Noshirvan could have contacted TikTok support through a back channel, posing as someone else, submitting a fabricated claim of wrongful termination, or simply working the system until he reached a low-level agent who saw a locked account and a convincing request. The enforcement system never gets updated because the restoration didn’t go through the team that imposed the ban.
TikTok also has automated account recovery systems — email verification, phone verification, and identity confirmation. If Noshirvan found a way to trigger one of those processes that overrode the ban without routing through the appeals team, he could have reactivated the account without any human at TikTok approving it.
LUTHMANN NOTE: If Danesh is to be believed, he advanced material misrepresentations and targeted harassment at TikTok/Byte Dance executives, maybe the AI-driven bot network he’s used in countless cases to harasshis victims.
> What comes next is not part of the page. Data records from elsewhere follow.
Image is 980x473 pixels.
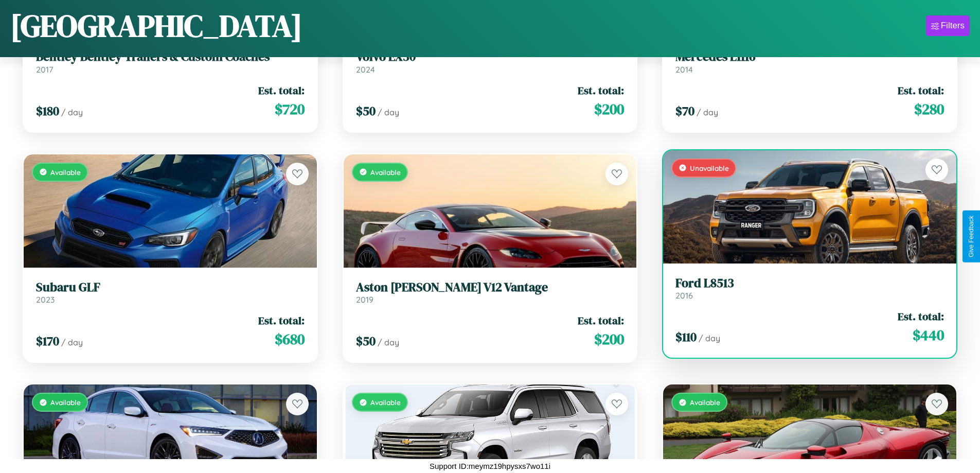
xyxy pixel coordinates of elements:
h3: Aston [PERSON_NAME] V12 Vantage [356,280,625,295]
span: $ 170 [36,332,60,349]
div: Filters [942,20,965,31]
span: 2016 [676,290,693,300]
span: $ 200 [594,99,624,119]
span: 2017 [36,64,53,75]
h3: Subaru GLF [36,280,304,295]
button: Filters [926,15,970,36]
span: Est. total: [258,83,304,98]
span: Est. total: [578,83,624,98]
h1: [GEOGRAPHIC_DATA] [11,5,302,47]
span: $ 440 [913,324,944,345]
span: / day [61,337,83,347]
h3: Bentley Bentley Trailers & Custom Coaches [36,49,304,64]
p: Support ID: meymz19hpysxs7wo11i [430,459,551,473]
a: Aston [PERSON_NAME] V12 Vantage2019 [356,280,625,305]
span: Available [370,397,401,407]
span: $ 50 [356,332,375,349]
span: 2023 [36,295,55,304]
h3: Ford L8513 [676,275,944,291]
span: Available [690,397,721,407]
span: 2024 [356,64,375,75]
span: $ 50 [356,103,375,119]
a: Volvo EX302024 [356,49,625,75]
a: Ford L85132016 [676,275,944,301]
span: 2019 [356,295,373,304]
span: $ 110 [676,328,697,345]
h3: Mercedes L1116 [676,49,944,64]
div: Give Feedback [968,216,975,257]
span: $ 200 [594,329,624,349]
span: Est. total: [578,313,624,328]
span: $ 720 [275,99,304,119]
span: 2014 [676,64,693,75]
h3: Volvo EX30 [356,49,625,64]
span: Est. total: [258,313,304,328]
span: Available [51,397,81,407]
span: $ 280 [915,99,944,119]
span: / day [61,107,83,117]
span: Est. total: [898,309,944,323]
span: Est. total: [898,83,944,98]
span: / day [378,107,399,117]
span: $ 680 [275,329,304,349]
span: $ 70 [676,103,695,119]
span: / day [699,333,721,343]
a: Subaru GLF2023 [36,280,304,305]
span: Available [370,168,401,177]
span: / day [697,107,719,117]
span: $ 180 [36,103,60,119]
span: Available [51,168,81,177]
span: Unavailable [690,164,729,173]
a: Mercedes L11162014 [676,49,944,75]
span: / day [378,337,399,347]
a: Bentley Bentley Trailers & Custom Coaches2017 [36,49,304,75]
Explanation 3: Through Illegal Hacking (Not Yet Ruled Out)
There is another possibility. He may have phished an actual TikTok employee, obtaining login credentials through a fake email or a spoofed internal request, and used that access to unlock himself. This would constitute a federal crime under the Computer Fraud and Abuse Act.
All three scenarios point to the same problem. A man who was sanctioned by a federal judge for inciting harassment used some combination of deception and persistence to undo a permanent ban.
LUTHMANN NOTE: If Danesh is to be believed, the targeted harassment is illegal. He may also have engaged in hacker activities (along with known associates like Mr. James McGibney), as was detailed in the Rebecca Martin case.
TikTok’s Danesh Noshirvan Liability: The Defanged Danesh
The Frank Report’s Danesh Chronicles, along with the investigative work of Rich Luthmann and Joey Camp, have exposed that Noshirvan’s 2 million followers are mainly bot networks. The purchased followers are the subject of jokes. When Danesh targets someone now, the targets know the mob isn’t real. The angry comments are bots. The phone calls are auto-dialers. The one-star reviews are software.
What He Did With His Resurrection
Noshirvan didn’t use his return to show restraint or demonstrate that TikTok’s second chance, however he obtained it, would be used responsibly.
In the video posted from his supposedly banned account, he launched a “Special Report” attacking Jeremy Wilson, one of the victims currently suing him.
The behavior that got him sanctioned by a federal judge resumed the moment he reappeared.
TikTok’s Danesh Noshirvan Liability: TikTok’s Choice
Meantime, a ban notice said, “You can no longer access TikTok.”
He’s accessing TikTok.
So what does that notice really mean? Evidently, nothing at all.